If this journey interests you, I cordially invite you to follow the blog and rejoice at what God is doing in the world and also pray for the many people and situations still needing help and hope.
My husband Gary and I have served internationally through video and teaching since 1988, and our colleagues and friends seem to enjoy hearing stories about the fascinating people and cultures we get to meet. Interviewing people who share their lives, hopes and dreams with us, and serving them in their home turf, seems to us richer and more insightful than what most tourists usually see.
Filming in Guatemala in 1989, we shot an interview with pioneer missionaries Edward and Pauline Sywulka. Edward said something that stuck with us all these years: “God is the God of history.” Changes in nations and cultures aren’t accidental. They come through the hands of a loving Lord, a sovereign King. Sometimes there’s great pain. Sometimes joy! And often they simply catch us humans by surprise.
You’re invited to taste some memorable experiences God has given me the privilege to be a part of. I never, ever thought this ordinary girl from Texas would participate in adventures like these:
Seeing Kanjobal and Mam indigenous peoples of Guatemala hold in their hands–for the first time–the entire Bible, in their own languages.

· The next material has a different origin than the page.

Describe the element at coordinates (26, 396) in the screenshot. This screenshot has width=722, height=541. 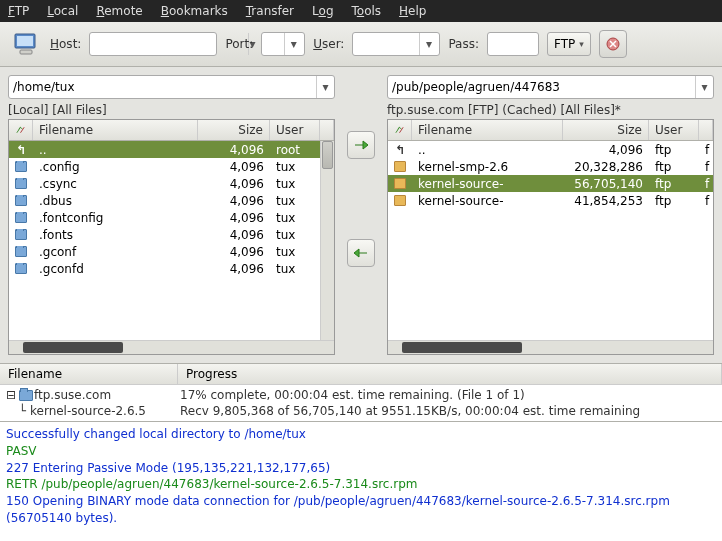
I see `host-icon` at that location.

Meeting an elderly ballerina, who risked danger for decades by hiding her treasured photos of the Romanov Czar’s children–because her Russian grandfather was one of their bodyguards.

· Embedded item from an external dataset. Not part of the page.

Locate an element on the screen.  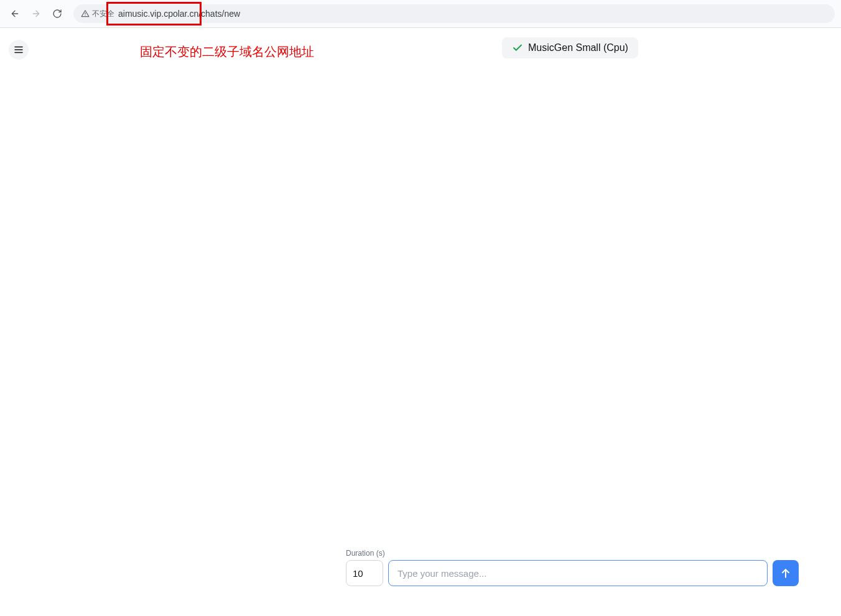
forward-button is located at coordinates (36, 14).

Partnering alongside Albanian Christians, in the same country that was locked up so tight in the 1970s– against foreigners and religious influences–that mission researchers couldn’t be sure there were any believers in the whole nation. (There actually were some, we later learned.)
Hearing firsthand accounts of the Romanian revolution from a pastor who was then in the army.
Praying in a tent with Orthodox, Baptist, Presbyterian and charismatic believers on the Maidan (Independence Square) in Ukraine during the Dignity Revolution.
Touching the Berlin Wall for the first time, 25 years after rousing our children from sleep in 1989 to watch its startling collapse on TV.
Experiencing the life and work of dear friends in Tacloban, Philippines, both before and after the deadly super-typhoon Haiyan/Yolanda. Touching the wall’s high-water stain and thanking God for the miracle.
“Adopting” a church-away-from-home, whose pastor (a physicist by training) deliberately flubbed his final entry exam into the KGB—before he ever knew Christ.
Editing videos for one of the “lost boys” of Sudan, who’s giving back to his people through drilling water wells.
Eating Memphis barbecue and caviar at the American ambassador’s house on our Independence Day, the Fourth of July. In this foreign setting–alive with diplomats and US Marines–we meet the British ambassador’s wife. She smiles and says, “Well, yes, we thought we’d come. It’s time to forgive the past.”
God is still in charge of history, and He is writing new stories of transformation on people’s hearts every day, every hour, every moment. We’ve seen only glimpses of the total, but those have changed us.
Acknowledgement: I’m grateful to Irina Marchenko, PhD, for suggesting Stories of the Pendulum as an apt title for our adventures. She taught the semester of Russian language we studied at Richland College.
If this journey interests you, I cordially invite you to follow the blog and rejoice at what God is doing in the world and also pray for the many people and situations still needing help and hope.